Justice suspends expulsion of Algerian woman returning from Syria

Administrative justice on Friday suspended an expulsion order to Algeria from the prefect of the North against a Roubaisienne who was a minor with her family in Syria, considering that it was “not proven” that she represents “a serious threat to public order”.

The administrative court of Lille, which ruled in summary proceedings, noted in a press release that the young woman, aged 24, and whose 23 family members joined the jihadist organization Islamic State, was “not indicted , nor placed under the status of assisted witness” upon his return.

She “on the contrary contributed to implicating several people, including members of her family,” he adds. Contacted by AFP, the prefecture indicated that it would not comment.

“She must be able to rebuild herself in France”

It “is a huge relief”, reacted Me Marie Dosé, the lawyer of the young woman, mother of two little girls born in Syria, who says she is the victim of a tyrannical and radicalized family. She “must be able to rebuild herself in France – this country which has always been hers, where she was born, where she grew up, and from which she was deprived against her will by an abusive family”.
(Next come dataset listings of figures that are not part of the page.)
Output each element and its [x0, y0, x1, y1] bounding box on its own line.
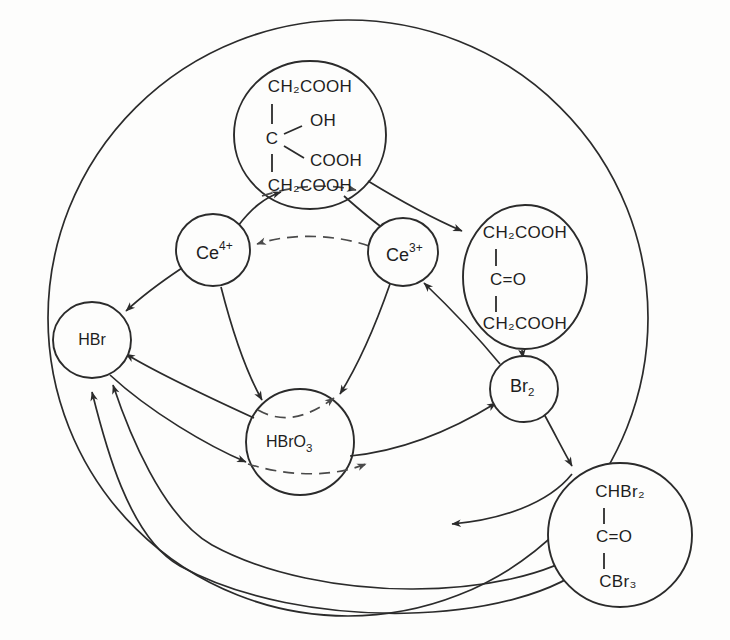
hydrogen-bromide-label: HBr: [78, 331, 106, 348]
edge-ce3-to-ce4-dashed: [257, 236, 369, 246]
citric-acid-center-label: C: [266, 129, 279, 148]
edge-hbr-to-hbro3: [110, 375, 246, 462]
acetonedicarboxylic-bottom-label: CH₂COOH: [483, 314, 567, 333]
edge-hbro3-to-hbr: [126, 354, 254, 418]
acetonedicarboxylic-center-label: C=O: [490, 270, 526, 289]
diagram-canvas: CH₂COOH C OH COOH CH₂COOH Ce4+ Ce3+ CH₂C…: [0, 0, 730, 640]
bromo-product-bottom-label: CBr₃: [599, 572, 636, 591]
citric-acid-hydroxyl-label: OH: [310, 111, 336, 130]
citric-acid-carboxyl-label: COOH: [310, 151, 362, 170]
edge-ce4-to-hbro3: [221, 287, 262, 400]
edge-hbro3-to-br2: [350, 403, 496, 456]
citric-acid-top-label: CH₂COOH: [268, 77, 352, 96]
bromo-product-top-label: CHBr₂: [595, 482, 645, 501]
reaction-scheme-svg: CH₂COOH C OH COOH CH₂COOH Ce4+ Ce3+ CH₂C…: [0, 0, 730, 640]
acetonedicarboxylic-top-label: CH₂COOH: [483, 223, 567, 242]
bromo-product-center-label: C=O: [596, 527, 632, 546]
edge-ce4-to-hbr: [126, 268, 182, 311]
citric-acid-bottom-label: CH₂COOH: [268, 176, 352, 195]
edge-br2-to-bromo-product: [544, 414, 572, 466]
edge-ce3-to-hbro3: [340, 284, 390, 394]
Her mother had refused to apply for French nationality for her when she was a teenager, making her today an Algerian national in an irregular situation. The expulsion commission of the Lille court issued an unfavorable opinion on September 25 for the expulsion of this woman taken to Syria by her mother with her siblings in 2014, when she was 15 years old. She returned to France in January with her two daughters, after five years spent in territories controlled by the Islamic State organization and four in the Al Roj camp, where many jihadists are held under Kurdish guard.
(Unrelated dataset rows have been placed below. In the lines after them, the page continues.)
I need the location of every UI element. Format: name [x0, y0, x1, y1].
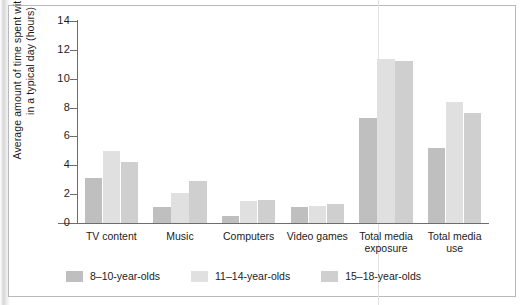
y-tick-label: 0: [50, 216, 70, 228]
y-tick-label: 4: [50, 158, 70, 170]
y-tick-label: 10: [50, 72, 70, 84]
y-tick-mark: [70, 108, 77, 109]
legend-item: 15–18-year-olds: [321, 270, 421, 282]
y-tick-label: 2: [50, 187, 70, 199]
y-tick-label: 12: [50, 43, 70, 55]
bar: [359, 118, 377, 223]
legend-swatch: [321, 271, 338, 282]
bar: [309, 206, 327, 223]
y-tick-label: 14: [50, 14, 70, 26]
legend-label: 8–10-year-olds: [90, 270, 160, 282]
bar: [189, 181, 207, 223]
y-tick-mark: [70, 194, 77, 195]
y-tick-mark: [70, 21, 77, 22]
chart-figure: 02468101214 Average amount of time spent…: [0, 0, 524, 305]
bar: [121, 162, 139, 223]
legend-item: 8–10-year-olds: [66, 270, 160, 282]
legend-swatch: [66, 271, 83, 282]
bar: [153, 207, 171, 223]
y-tick-mark: [70, 223, 77, 224]
y-tick-label: 8: [50, 101, 70, 113]
bar: [85, 178, 103, 223]
bar: [428, 148, 446, 223]
bar: [395, 61, 413, 223]
bar: [258, 200, 276, 223]
bar: [327, 204, 345, 223]
bar: [446, 102, 464, 223]
y-tick-mark: [70, 136, 77, 137]
y-axis-label: Average amount of time spent with media …: [11, 0, 37, 161]
y-tick-mark: [70, 50, 77, 51]
bar: [222, 216, 240, 223]
legend-swatch: [191, 271, 208, 282]
x-axis-line: [58, 223, 489, 224]
chart-legend: 8–10-year-olds11–14-year-olds15–18-year-…: [66, 270, 452, 282]
plot-area: [77, 21, 489, 223]
y-tick-mark: [70, 79, 77, 80]
bar: [377, 59, 395, 223]
bar: [171, 193, 189, 223]
legend-label: 11–14-year-olds: [215, 270, 290, 282]
bar: [240, 201, 258, 223]
bar: [103, 151, 121, 223]
legend-label: 15–18-year-olds: [345, 270, 421, 282]
legend-item: 11–14-year-olds: [191, 270, 290, 282]
bar: [291, 207, 309, 223]
bar: [464, 113, 482, 223]
x-category-label: Total mediause: [410, 230, 500, 254]
y-tick-label: 6: [50, 129, 70, 141]
y-tick-mark: [70, 165, 77, 166]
Despite this unfavorable opinion, the prefect Georges-François Leclerc issued an expulsion order on October 10, considering that the young woman constituted “a serious and persistent threat to public order”.

Noting in this decree that she has “kept relations with other returnees since her return”, he also underlined that “there is no conclusive evidence proving a condemnation on her part of the acts of terrorism committed by members of the community to which she belonged.